Segment Start: Data under study

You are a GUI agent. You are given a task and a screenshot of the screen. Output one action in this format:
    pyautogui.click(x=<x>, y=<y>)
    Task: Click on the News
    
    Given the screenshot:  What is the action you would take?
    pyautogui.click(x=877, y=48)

Segment End: Data under study

When the line containing "Task: Click on the News" is reached, include it and stop. Until then, output each line of the entries exactly as given, starting from the first.

> **Solved problem**:
You are a GUI agent. You are given a task and a screenshot of the screen. Output one action in this format:
    pyautogui.click(x=<x>, y=<y>)
    Task: Click on the News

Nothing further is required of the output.